How to Get Off Ozempic
Briefly

When patients start on the latest obesity drugs, they find that their food cravings drop away, and then the pounds do too. But when patients go off the drugs, the gears shift into reverse: The food cravings creep back, and then the pounds do too. Within a year of stopping semaglutide-better known by its brand names Wegovy or Ozempic-people regain, on average, two-thirds of the weight they lost. Tirzepatide, also known as Zepbound or Mounjaro, follows a similar pattern. And so the conventional medical wisdom now holds that these obesity drugs are meant to be taken indefinitely, possibly for a lifetime.

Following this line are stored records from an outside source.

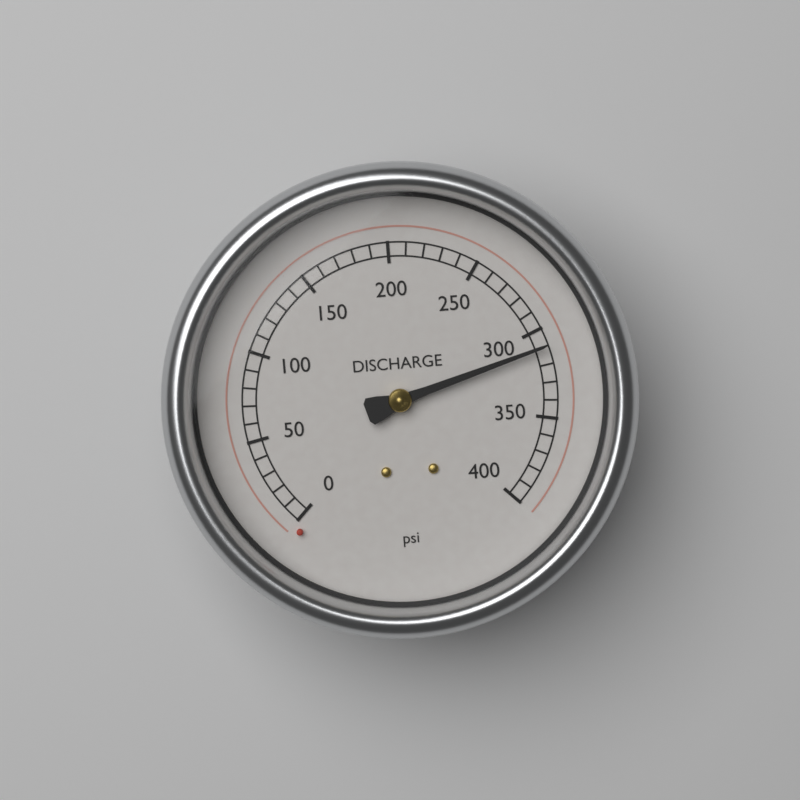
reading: 310 psi
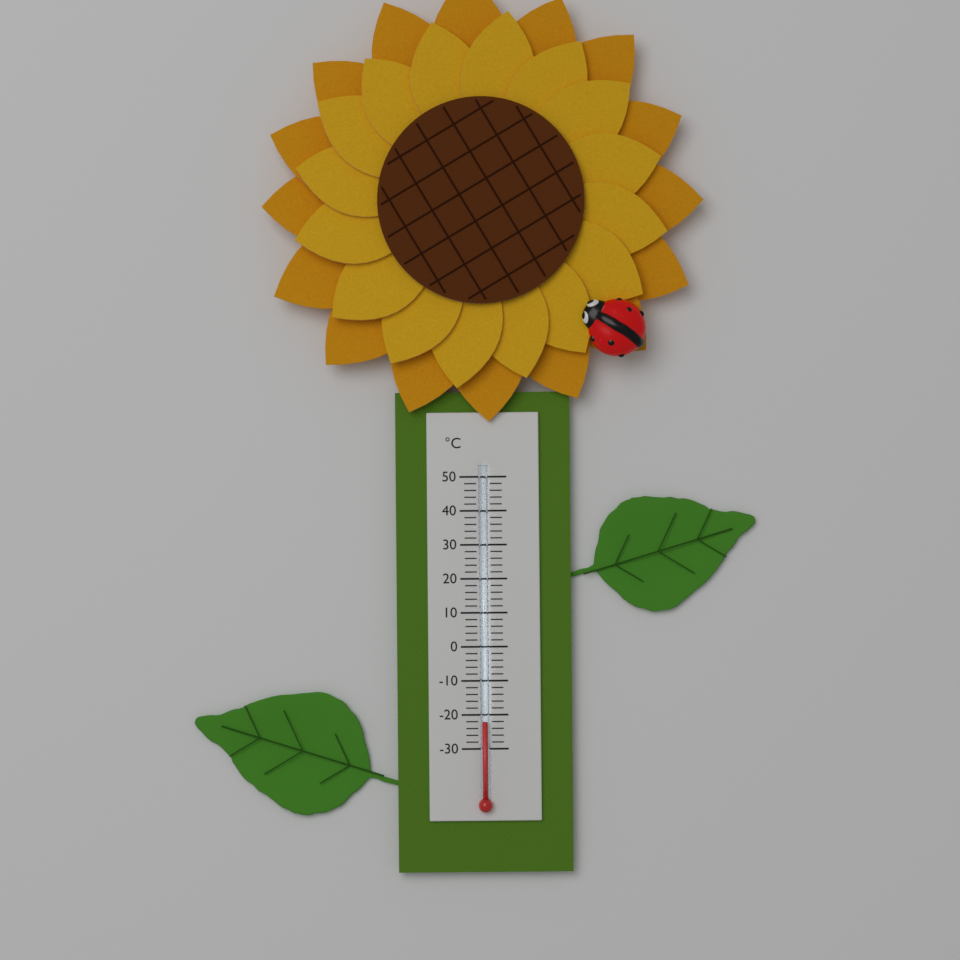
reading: -22 °C
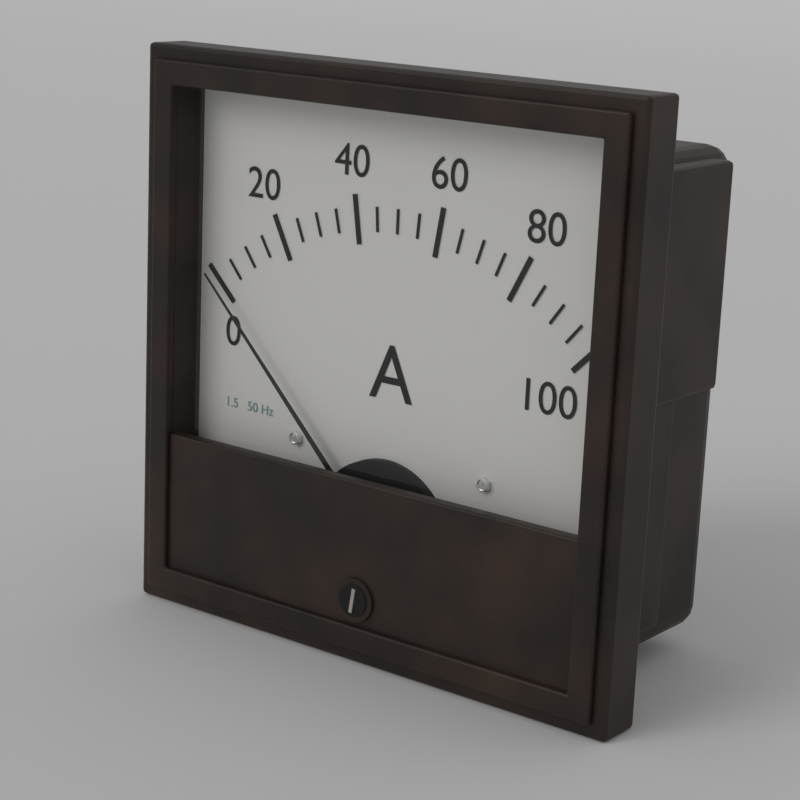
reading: 0 A
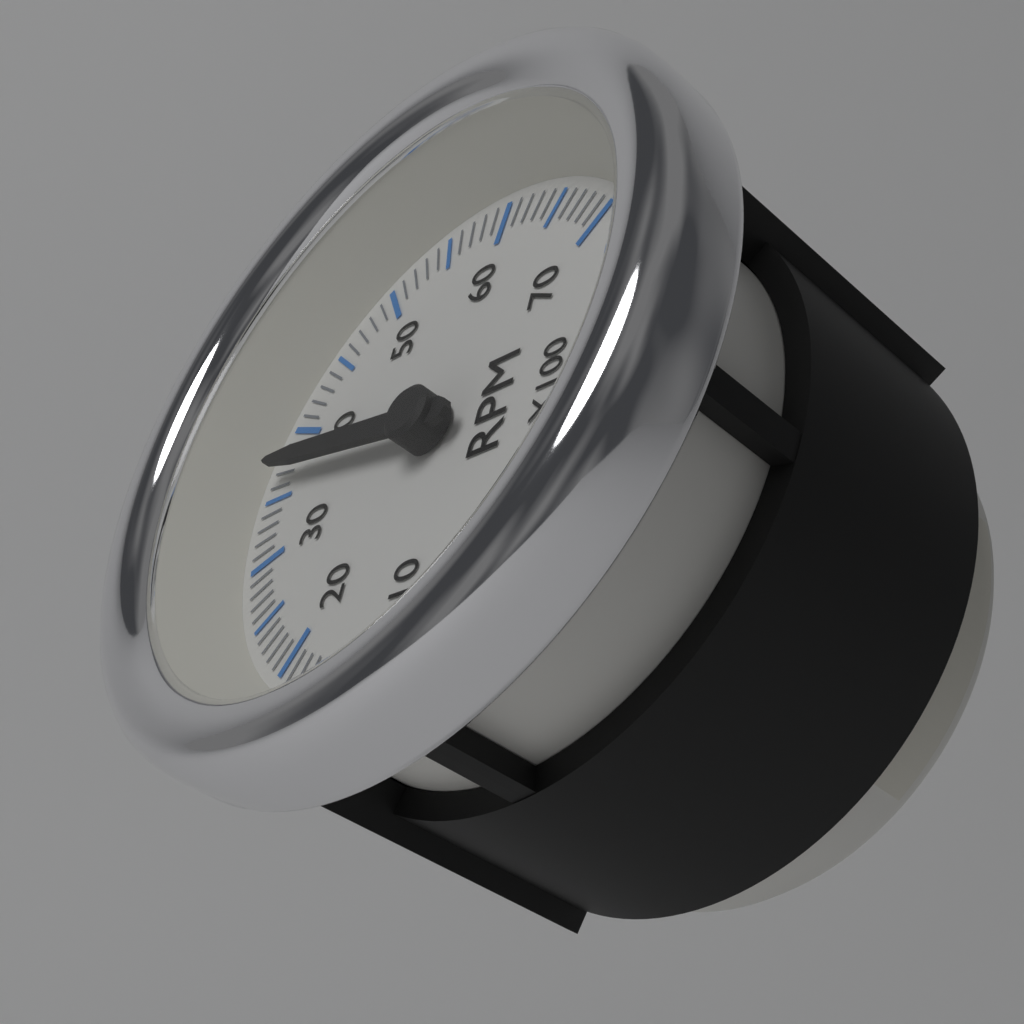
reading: 3700 RPM
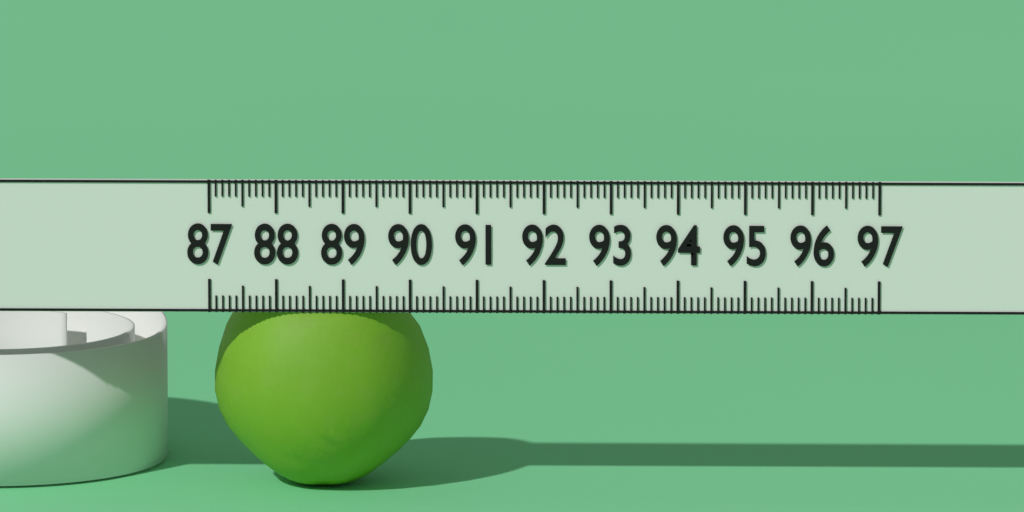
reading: 90.3 (no unit)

To pharmaceutical companies selling the blockbuster drugs-known collectively as GLP-1 drugs, after the natural hormone they mimic-that might be a pretty good proposition. To patients paying more than $1,000 a month out of pocket, not so much. Most Americans simply cannot afford the cost month after month after month.
"What if we do a short-term investment, use it for six months to a year to get 50 pounds off?" asks Sarah Ro, an obesity-medicine doctor and the director of the University of North Carolina Physicians Network Weight Management Program. Then, as she and other doctors are now exploring, patients might transition to older, less expensive alternatives for long-term weight maintenance.